Friday, September 21, 2007

Health: Reduce High-glycaemic food intake

clipped from news.bbc.co.uk
A diet rich in potatoes, white bread and white rice may be contributing to a "silent epidemic" of a dangerous liver condition.
Fatty liver
"High-glycaemic" foods - rapidly digested by the body - could be causing "fatty liver", increasing the risk of serious illness.
The study, carried out at Boston Children's Hospital, looked at the effect of diets with precisely the same calorific content, but very different ingredients when measured using the glycaemic index (GI).
After six months on the diet, the mice weighed the same, but those on the high GI diet had twice the normal amount of fat in their bodies, blood and livers.
The researchers say that because the processed carbohydrates are absorbed so quickly, they trigger the release of more of the chemical insulin, which tells the body to lay down more fat.

Saturday, September 15, 2007

NASA: Near Earth Object Program

clipped from neo.jpl.nasa.gov

The following table lists potential future Earth impact events that
the JPL Sentry System has detected based on currently available
observations. Click on the object designation to go to a
page with full details on that object.

Recently Observed Objects
(within past 60 days)

Object
Designation
Year
Range
Potential
Impacts
Impact
Prob.

(cum.)
Vinfinity
(km/s)
H
(mag)
Est.
Diam.

(km)
Palermo
Scale

(cum.)
Palermo
Scale

(max.)
Torino
Scale

(max.)
2007 RU92013-2071164.4e-06 16.1820.8 0.234-2.57-3.000
2007 RY192014-20927521.7e-05 9.7621.9 0.142-3.03-3.870
2007 RX192021-2107535.4e-08 21.3018.7 0.622-3.81-4.540
2007 RA202016-2107644.6e-08 13.2219.9 0.362-4.60-5.150
2007 RT92028-2107337.9e-08 9.6119.9 0.357-4.61-5.200
2007 RV92011-210787.8e-09 15.2219.9 0.358-5.23-5.560

Greenspan: Clinton Good, Bush Bad


Alan Greenspan, who served as Federal Reserve chairman for 18 years and was the leading Republican economist for the past three decades, levels unusually harsh criticism at President Bush and the Republican Party in his new book, arguing that Bush abandoned the central conservative principle of fiscal restraint.


While condemning Democrats, too, for rampant federal spending, he offers Bill Clinton an exemption. The former president emerges as the political hero of "The Age of Turbulence: Adventures in a New World," Greenspan's 531-page memoir, which is being published Monday.

Alan Greenspan writes


Greenspan, who had an eight-year alliance with Clinton and Democratic Treasury secretaries in the 1990s, praises Clinton's mind and his tough anti-deficit policies, calling the former president's 1993 economic plan "an act of political courage."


### TASK REQUIREMENTS
Starting at the top of the entries below, set down every line exactly, please, until you reach the line with "Task: Click on the label: Sales", which is included too.

====

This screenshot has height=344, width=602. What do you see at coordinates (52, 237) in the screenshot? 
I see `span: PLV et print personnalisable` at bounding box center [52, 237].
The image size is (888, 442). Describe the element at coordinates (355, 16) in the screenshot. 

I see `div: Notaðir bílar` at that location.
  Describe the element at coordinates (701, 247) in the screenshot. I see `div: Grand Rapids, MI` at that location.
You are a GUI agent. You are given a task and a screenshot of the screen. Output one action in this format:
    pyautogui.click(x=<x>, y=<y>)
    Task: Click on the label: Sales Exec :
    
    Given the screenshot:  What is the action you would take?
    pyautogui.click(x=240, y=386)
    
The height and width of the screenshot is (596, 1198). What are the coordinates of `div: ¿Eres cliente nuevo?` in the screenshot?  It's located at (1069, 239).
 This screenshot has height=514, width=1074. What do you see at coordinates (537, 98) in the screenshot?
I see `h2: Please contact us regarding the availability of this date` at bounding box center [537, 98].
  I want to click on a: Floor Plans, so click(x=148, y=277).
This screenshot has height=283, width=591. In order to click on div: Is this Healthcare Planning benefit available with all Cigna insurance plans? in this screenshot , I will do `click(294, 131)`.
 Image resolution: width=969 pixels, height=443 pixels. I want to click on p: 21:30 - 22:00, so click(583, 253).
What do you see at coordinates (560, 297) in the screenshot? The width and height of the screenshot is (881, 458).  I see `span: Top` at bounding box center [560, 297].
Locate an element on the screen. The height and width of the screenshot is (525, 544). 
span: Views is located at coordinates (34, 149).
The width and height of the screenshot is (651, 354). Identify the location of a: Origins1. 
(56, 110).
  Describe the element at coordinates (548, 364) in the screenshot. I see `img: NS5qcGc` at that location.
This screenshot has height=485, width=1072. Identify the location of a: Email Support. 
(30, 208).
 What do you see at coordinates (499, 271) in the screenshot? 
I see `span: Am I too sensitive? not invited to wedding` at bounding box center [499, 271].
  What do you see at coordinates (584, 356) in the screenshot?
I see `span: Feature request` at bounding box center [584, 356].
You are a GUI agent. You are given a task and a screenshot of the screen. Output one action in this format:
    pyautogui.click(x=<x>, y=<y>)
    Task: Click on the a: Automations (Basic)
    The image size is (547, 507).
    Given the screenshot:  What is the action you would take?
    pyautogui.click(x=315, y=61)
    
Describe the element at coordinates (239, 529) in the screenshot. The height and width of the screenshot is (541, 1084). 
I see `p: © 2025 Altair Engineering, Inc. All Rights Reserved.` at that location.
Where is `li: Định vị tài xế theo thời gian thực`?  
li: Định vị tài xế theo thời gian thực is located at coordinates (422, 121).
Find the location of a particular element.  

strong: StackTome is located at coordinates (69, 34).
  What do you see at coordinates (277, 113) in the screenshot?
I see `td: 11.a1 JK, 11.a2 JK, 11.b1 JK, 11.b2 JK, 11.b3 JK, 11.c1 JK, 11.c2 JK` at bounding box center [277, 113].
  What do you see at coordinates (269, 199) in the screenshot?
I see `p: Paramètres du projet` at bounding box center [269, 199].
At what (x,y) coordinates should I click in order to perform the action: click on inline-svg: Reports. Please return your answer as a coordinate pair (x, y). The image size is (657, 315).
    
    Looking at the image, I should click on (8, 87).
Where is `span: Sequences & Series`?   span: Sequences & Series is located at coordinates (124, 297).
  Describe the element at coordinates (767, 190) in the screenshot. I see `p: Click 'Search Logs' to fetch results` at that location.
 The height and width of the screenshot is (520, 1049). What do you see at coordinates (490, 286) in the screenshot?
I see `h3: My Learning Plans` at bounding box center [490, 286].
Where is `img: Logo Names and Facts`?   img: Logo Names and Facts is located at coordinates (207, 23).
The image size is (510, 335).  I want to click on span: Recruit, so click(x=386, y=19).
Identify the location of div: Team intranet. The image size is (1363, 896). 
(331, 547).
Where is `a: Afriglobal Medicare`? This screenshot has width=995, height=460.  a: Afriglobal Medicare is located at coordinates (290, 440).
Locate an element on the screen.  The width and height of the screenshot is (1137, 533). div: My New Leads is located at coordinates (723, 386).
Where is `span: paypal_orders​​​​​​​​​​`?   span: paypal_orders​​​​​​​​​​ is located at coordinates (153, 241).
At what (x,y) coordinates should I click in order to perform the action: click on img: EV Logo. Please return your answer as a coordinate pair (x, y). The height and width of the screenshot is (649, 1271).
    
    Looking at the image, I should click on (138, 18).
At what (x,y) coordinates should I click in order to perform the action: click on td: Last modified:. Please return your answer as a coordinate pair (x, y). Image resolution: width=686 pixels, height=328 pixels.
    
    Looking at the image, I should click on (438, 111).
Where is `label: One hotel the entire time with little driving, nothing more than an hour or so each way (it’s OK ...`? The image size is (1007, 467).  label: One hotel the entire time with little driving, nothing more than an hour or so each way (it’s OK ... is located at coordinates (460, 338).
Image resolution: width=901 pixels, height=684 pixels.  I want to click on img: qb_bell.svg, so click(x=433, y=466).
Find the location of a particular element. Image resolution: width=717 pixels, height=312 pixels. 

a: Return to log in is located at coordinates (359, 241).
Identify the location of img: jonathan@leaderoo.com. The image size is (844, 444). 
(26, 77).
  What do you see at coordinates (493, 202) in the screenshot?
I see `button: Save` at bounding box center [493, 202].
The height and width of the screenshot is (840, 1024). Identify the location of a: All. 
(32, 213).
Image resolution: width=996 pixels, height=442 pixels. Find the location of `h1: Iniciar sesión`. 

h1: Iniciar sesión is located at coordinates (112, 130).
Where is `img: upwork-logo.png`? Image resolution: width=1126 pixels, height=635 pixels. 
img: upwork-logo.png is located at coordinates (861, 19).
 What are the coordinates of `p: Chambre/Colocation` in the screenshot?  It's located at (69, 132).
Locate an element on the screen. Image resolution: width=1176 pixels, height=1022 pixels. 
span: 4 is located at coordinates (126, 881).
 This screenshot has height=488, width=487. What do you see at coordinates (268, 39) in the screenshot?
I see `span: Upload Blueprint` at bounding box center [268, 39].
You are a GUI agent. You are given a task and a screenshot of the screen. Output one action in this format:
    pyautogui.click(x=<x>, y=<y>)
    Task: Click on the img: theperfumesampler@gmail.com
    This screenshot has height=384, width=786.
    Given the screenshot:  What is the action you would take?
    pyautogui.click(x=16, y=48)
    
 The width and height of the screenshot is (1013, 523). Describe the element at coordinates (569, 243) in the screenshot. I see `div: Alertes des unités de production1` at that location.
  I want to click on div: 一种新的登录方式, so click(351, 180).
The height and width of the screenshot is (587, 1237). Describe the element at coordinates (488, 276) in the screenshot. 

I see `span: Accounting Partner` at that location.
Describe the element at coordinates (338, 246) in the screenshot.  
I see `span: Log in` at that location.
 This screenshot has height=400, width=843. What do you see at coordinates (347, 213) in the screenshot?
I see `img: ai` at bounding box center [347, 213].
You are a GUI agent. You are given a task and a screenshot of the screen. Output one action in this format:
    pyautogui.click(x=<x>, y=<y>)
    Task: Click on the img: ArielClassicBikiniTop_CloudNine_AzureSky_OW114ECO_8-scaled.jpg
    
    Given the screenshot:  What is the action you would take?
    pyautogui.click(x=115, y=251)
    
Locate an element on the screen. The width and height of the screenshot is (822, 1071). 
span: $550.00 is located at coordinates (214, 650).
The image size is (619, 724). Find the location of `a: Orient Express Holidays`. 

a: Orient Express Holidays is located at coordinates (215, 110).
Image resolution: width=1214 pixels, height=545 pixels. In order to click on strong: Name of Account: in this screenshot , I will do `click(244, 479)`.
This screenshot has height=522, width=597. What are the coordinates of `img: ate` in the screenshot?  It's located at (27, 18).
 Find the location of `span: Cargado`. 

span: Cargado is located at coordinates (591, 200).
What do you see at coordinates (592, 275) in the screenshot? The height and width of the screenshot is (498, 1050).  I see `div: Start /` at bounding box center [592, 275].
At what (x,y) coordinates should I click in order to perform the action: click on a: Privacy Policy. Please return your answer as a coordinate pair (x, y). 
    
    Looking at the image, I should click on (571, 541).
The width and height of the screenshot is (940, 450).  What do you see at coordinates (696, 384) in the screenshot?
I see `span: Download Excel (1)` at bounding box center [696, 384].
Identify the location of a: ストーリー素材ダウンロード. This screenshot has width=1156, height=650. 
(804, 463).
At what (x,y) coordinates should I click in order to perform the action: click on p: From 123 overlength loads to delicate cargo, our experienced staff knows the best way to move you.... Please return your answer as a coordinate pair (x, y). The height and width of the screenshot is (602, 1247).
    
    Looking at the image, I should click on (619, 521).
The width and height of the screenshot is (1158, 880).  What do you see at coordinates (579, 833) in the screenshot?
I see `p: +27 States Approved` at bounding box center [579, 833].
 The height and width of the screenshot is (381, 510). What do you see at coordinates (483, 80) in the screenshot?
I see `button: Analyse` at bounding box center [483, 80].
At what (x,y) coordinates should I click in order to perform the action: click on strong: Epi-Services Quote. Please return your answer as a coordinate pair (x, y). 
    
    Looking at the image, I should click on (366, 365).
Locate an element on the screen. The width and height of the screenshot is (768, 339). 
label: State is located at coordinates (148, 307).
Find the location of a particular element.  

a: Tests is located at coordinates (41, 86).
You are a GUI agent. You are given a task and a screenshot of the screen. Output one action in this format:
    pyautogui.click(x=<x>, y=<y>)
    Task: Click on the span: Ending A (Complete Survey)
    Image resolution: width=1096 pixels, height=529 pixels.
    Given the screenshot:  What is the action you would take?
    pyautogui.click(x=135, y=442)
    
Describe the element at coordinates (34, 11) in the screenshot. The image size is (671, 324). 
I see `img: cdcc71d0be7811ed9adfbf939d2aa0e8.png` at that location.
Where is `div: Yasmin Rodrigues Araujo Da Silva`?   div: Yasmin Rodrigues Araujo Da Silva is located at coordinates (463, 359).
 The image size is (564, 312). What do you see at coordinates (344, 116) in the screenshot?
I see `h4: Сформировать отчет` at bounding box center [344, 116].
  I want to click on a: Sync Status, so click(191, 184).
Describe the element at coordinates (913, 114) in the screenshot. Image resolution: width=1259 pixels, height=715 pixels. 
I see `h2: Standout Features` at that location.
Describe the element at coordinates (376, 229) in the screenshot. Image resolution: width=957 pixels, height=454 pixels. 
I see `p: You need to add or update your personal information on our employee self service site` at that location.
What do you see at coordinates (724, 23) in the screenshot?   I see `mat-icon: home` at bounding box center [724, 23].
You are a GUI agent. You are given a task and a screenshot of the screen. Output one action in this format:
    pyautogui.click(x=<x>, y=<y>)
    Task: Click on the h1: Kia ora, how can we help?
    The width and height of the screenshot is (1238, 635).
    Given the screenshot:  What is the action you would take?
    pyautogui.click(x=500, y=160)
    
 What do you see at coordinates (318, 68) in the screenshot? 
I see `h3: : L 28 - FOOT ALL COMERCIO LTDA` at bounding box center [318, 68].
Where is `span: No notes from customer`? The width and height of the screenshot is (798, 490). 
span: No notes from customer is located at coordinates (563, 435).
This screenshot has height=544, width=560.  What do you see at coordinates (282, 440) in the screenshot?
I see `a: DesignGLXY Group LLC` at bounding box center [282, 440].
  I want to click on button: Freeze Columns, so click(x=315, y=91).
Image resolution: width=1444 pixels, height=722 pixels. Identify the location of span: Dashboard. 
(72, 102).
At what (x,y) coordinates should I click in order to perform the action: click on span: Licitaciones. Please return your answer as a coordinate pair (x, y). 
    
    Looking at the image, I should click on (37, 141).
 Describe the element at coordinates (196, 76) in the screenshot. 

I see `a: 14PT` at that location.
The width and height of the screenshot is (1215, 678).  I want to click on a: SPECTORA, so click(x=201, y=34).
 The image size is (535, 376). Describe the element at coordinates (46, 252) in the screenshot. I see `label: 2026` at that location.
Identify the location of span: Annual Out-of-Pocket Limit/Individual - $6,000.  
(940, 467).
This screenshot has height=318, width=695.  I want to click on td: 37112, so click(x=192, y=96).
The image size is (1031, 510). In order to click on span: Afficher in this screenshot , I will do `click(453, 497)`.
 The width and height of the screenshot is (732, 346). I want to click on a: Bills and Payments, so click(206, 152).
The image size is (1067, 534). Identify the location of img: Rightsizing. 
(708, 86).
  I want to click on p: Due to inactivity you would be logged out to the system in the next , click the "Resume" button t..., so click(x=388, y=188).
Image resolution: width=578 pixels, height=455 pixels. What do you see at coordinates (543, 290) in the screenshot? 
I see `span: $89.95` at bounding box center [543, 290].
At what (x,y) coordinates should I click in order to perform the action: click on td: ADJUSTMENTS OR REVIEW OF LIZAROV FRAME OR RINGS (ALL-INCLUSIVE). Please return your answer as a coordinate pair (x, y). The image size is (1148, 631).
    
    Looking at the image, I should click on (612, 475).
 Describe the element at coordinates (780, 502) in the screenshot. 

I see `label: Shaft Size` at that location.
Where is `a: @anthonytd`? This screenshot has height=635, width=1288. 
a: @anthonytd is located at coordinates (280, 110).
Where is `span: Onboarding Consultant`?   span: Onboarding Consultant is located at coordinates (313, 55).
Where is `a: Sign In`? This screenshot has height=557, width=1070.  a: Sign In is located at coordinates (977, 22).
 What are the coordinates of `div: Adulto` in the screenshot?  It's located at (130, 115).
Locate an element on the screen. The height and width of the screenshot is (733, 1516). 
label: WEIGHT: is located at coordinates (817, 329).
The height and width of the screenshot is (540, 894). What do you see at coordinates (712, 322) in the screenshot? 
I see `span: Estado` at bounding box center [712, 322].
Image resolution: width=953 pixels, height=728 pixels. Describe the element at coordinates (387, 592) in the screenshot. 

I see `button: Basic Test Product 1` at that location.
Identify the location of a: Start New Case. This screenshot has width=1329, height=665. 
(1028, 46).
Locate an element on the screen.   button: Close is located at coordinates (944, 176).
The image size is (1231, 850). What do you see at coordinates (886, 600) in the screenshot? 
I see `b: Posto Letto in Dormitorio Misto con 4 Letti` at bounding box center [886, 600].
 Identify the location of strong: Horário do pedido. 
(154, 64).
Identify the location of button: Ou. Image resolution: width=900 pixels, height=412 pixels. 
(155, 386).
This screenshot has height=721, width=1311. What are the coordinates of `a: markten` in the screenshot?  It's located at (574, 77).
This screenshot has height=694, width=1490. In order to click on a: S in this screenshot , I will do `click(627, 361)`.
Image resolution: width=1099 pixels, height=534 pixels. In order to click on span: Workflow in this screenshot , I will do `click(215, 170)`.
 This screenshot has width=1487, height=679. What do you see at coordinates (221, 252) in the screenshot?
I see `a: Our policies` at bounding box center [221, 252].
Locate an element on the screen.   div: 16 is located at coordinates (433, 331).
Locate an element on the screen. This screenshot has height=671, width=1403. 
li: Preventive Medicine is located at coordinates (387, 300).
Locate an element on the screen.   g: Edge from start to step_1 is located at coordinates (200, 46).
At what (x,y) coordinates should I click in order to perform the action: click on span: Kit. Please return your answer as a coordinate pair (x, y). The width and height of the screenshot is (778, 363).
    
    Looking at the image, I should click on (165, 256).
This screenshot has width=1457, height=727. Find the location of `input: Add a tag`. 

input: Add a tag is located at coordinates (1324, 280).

====

### YOUR RESPONSE
This screenshot has height=344, width=602. What do you see at coordinates (52, 237) in the screenshot? 
I see `span: PLV et print personnalisable` at bounding box center [52, 237].
The image size is (888, 442). Describe the element at coordinates (355, 16) in the screenshot. 

I see `div: Notaðir bílar` at that location.
  Describe the element at coordinates (701, 247) in the screenshot. I see `div: Grand Rapids, MI` at that location.
You are a GUI agent. You are given a task and a screenshot of the screen. Output one action in this format:
    pyautogui.click(x=<x>, y=<y>)
    Task: Click on the label: Sales Exec :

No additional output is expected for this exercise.